Biden's lead over Trump is the steadiest on record
CNN/Stylemagazine.com Newswire | 9/7/2020, 11:08 a.m.
By Harry Enten, CNN
(CNN) -- New CBS News/YouGov polls reveal that former Vice President Joe Biden maintains his grip on the 2020 race for president.
Biden's up 52% to 42% over President Donald Trump among likely voters nationally, and he has a 50% to 44% edge over Trump in the key battleground state of Wisconsin as well.
Biden's 10 point and 6 point advantages are the exact same they were when CBS News/YouGov polled the contests before the party conventions.
The polls are reflective of a race that barely budges even after two conventions, protests and unrest in some cities over police brutality and as the nation navigates the coronavirus pandemic. Indeed, the stability of this race is record breaking when looking at polling dating back to 1940.
Biden holds about an average 7 point advantage over Trump in polls taken since the beginning of the year. That's about the same as his current lead of 8 points in an average of recent polls. It's not much different than the 6 point edge Biden had over Trump the last time I noted the stability of this race in early May.
Biden's lead in the average has never gotten below 4 or 5 points or above 10 points. That's a remarkably narrow range.
If you were to construct a 95% confidence interval around individual polls, Biden's advantage in any individual poll has been within 6.5 points of that 7 point average.
A look at the previous 19 elections since 1940 reveals that the average range has been double that from January of the election year through early September of the same year. That is, the range in the polls in the average election has been closer to 14 to 16 points, depending on how you calculate the polling average.
Indeed, the polls swung wildly the last time a challenger knocked off a sitting president. Bill Clinton went from being down double digits early in the 1992 campaign to being up by double digits after his party's convention. Ultimately, Clinton defeated George H.W. Bush by 6 points.
In fact, the same gyrations in the polls were present the last two times incumbents lost. Gerald Ford went from easily winning in 1976 to being down by a wide margin and ultimately losing by 2 points. Jimmy Carter's advantage evaporated during the early months of 1980, but he was able to close a double-digit deficit to Ronald Reagan in the late summer of that year. Eventually, Reagan won by 10 points.
This year, despite at least as many unforeseen events as the 1980 campaign, has featured none of that wild movement.
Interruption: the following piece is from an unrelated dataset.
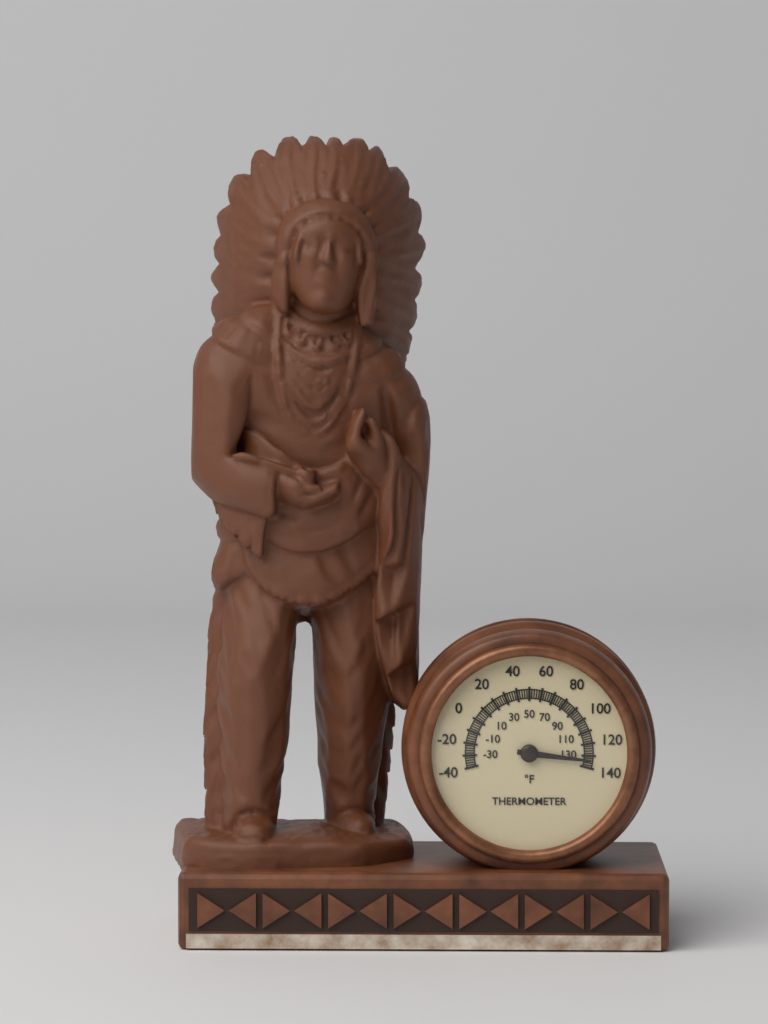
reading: 134 °F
Biden has maintained leads not just nationally, but in the swing states that matter. He has been consistently ahead in states totaling 270 electoral votes, including the states Hillary Clinton won in 2016 and Arizona, Florida, Michigan, Pennsylvania and Wisconsin.
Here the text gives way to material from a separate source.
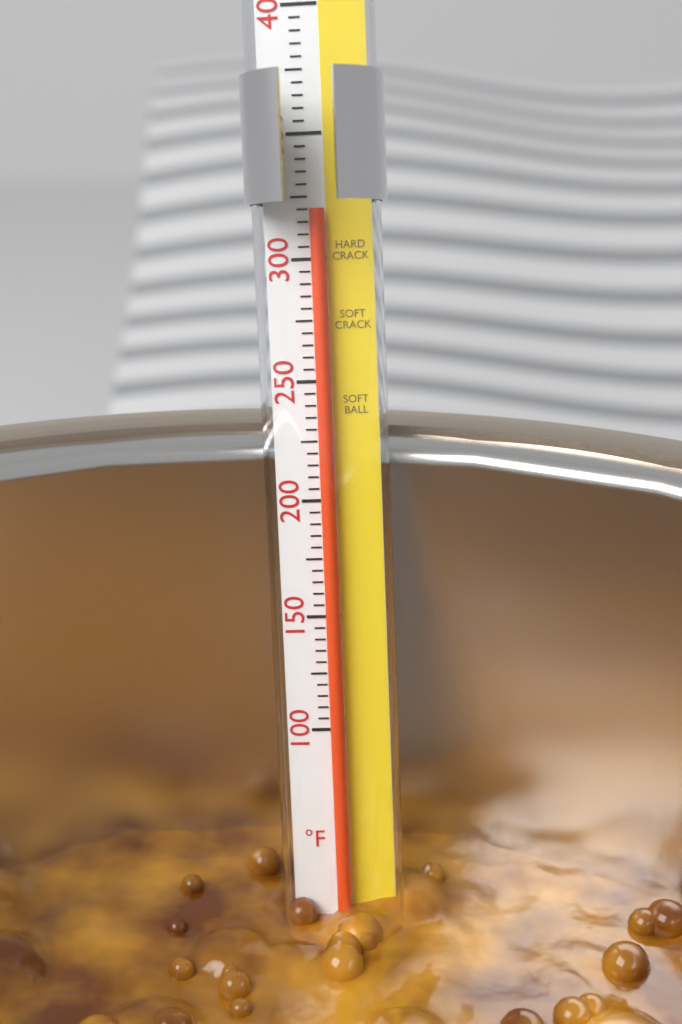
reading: 320 °F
Speaking of the Clinton campaign, Biden has never once fallen behind nationally like she did. His polling has simply been in a much narrower window. While 95% of the polls this year have been within a 6.5 point range of each other, Clinton's range was significantly wider at 10 points. Sometimes she opened up a lead in the high single digits or greater, but it would fall nearly just as quickly.
Clinton's edge at this point in 2016 was only about 3 points. Biden's is more than double that.
Indeed, Biden's advantage looks most like that of Barack Obama's in 2012, when Biden was on the Democratic ticket as vice president. Obama held a lead of a little more than a point on average in the national polls, while the range of polls around that average was 7 points through this point in the campaign.
The difference, of course, is that many polls didn't actually have Obama ahead nationally because his average lead was so narrow.
What Obama had that Biden doesn't have, however, was an edge in the electoral college relative to the popular vote. For Biden, it looks like the opposite.
That is, Biden's lead in the state that would provide him with the 270 electoral votes is closer to 5 points than 8 points.
Errors of 5 points in state polling are uncommon enough that we can say Biden is clearly ahead and would likely win if the election were today. They're not uncommon enough to say Biden would definitely win if the election were held today.
And given that there is still time for Biden's national lead to shrink to 6 points or even 5 points, he can't take this election to the bank by any stretch.
Still, the safest bet at this point is that Biden has been ahead and will likely be ahead when all the votes are counted.